Introduction
This supplication was composed by ʼAbdu’l-Bahá, and it is both a prayer and a poem, having been written in rhyming couplets in the same meter as Rumi’s Mathnavíy-i-Ma’naví. The following provisional translation retains the rhyme scheme of the original, and employs iambic hexameter for the meter.
Though short on account of its consisting of but eight couplets, it nonetheless has a moving poignancy in its content, and the original Persian is mellifluous and elegant. To hear this prayer being chanted, please click here.

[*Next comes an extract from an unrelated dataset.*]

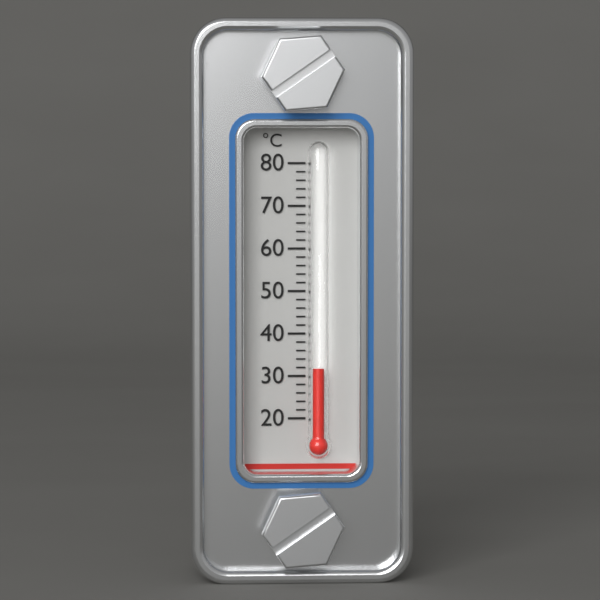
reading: 32 °C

For an interlinear file with the original Persian text, see end of the page.
O God Replete with Grace
Provisional Translation
O God replete with grace, O Thou the Lord All-Bountiful,
O Thou the knower of my mysteries, my heart, my soul!
Thou art the friend unto my heart in hours ere the dawn doth shine,
And this the burning of my sore bereavement dost divine.

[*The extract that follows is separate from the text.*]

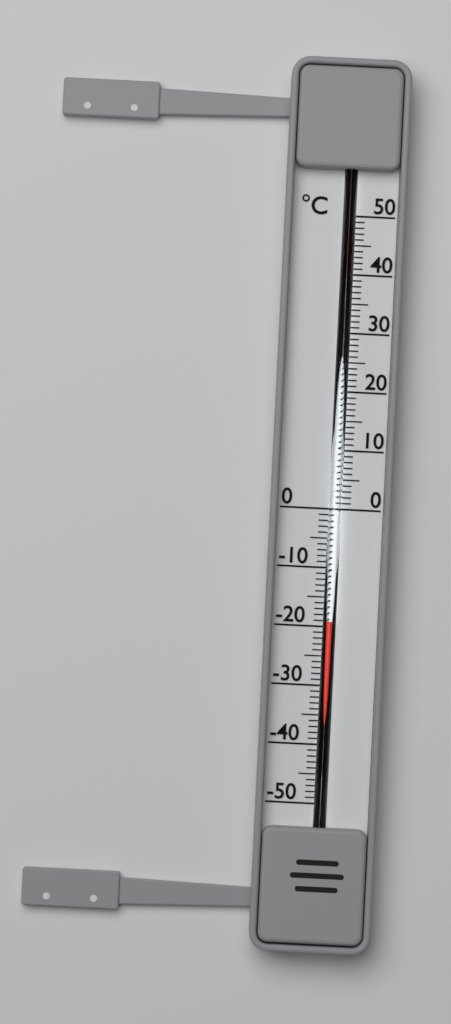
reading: -19 °C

The heart that in its orisons to Thee its breath doth lend,
Except for loving thought of Thee, doth seek no other friend.

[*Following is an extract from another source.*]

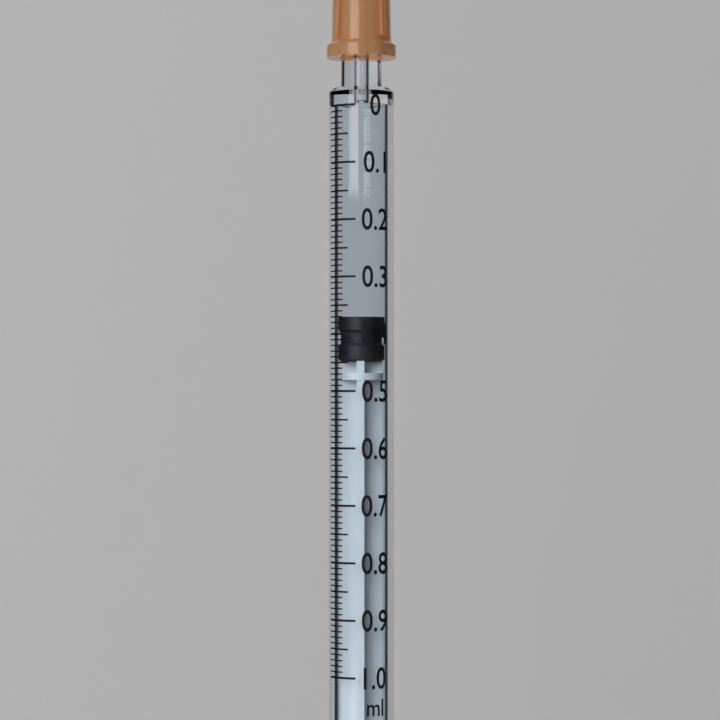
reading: 0.37 ml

To blood then be that heart that is not sore aflame for Thee!
‘Tis better to be blind than not have tears to claim for Thee.
During the doleful, darksome night, O Thou almighty One,
All thought of Thee within my heart is like the dawning sun.
Breathe in this heart a breath out of Thy generosity,
That of thy grace nihility become eternity.
Look not on that which my own worth and merit might accord;
Rather, look towards what Thine own grace bestow’th, O bounteous Lord.
These birds of broken, shattered wing that lie dejectedly
Do Thou vouchsafe new wings out of Thy magnanimity.
It is beautiful poetic translation effort. I like it.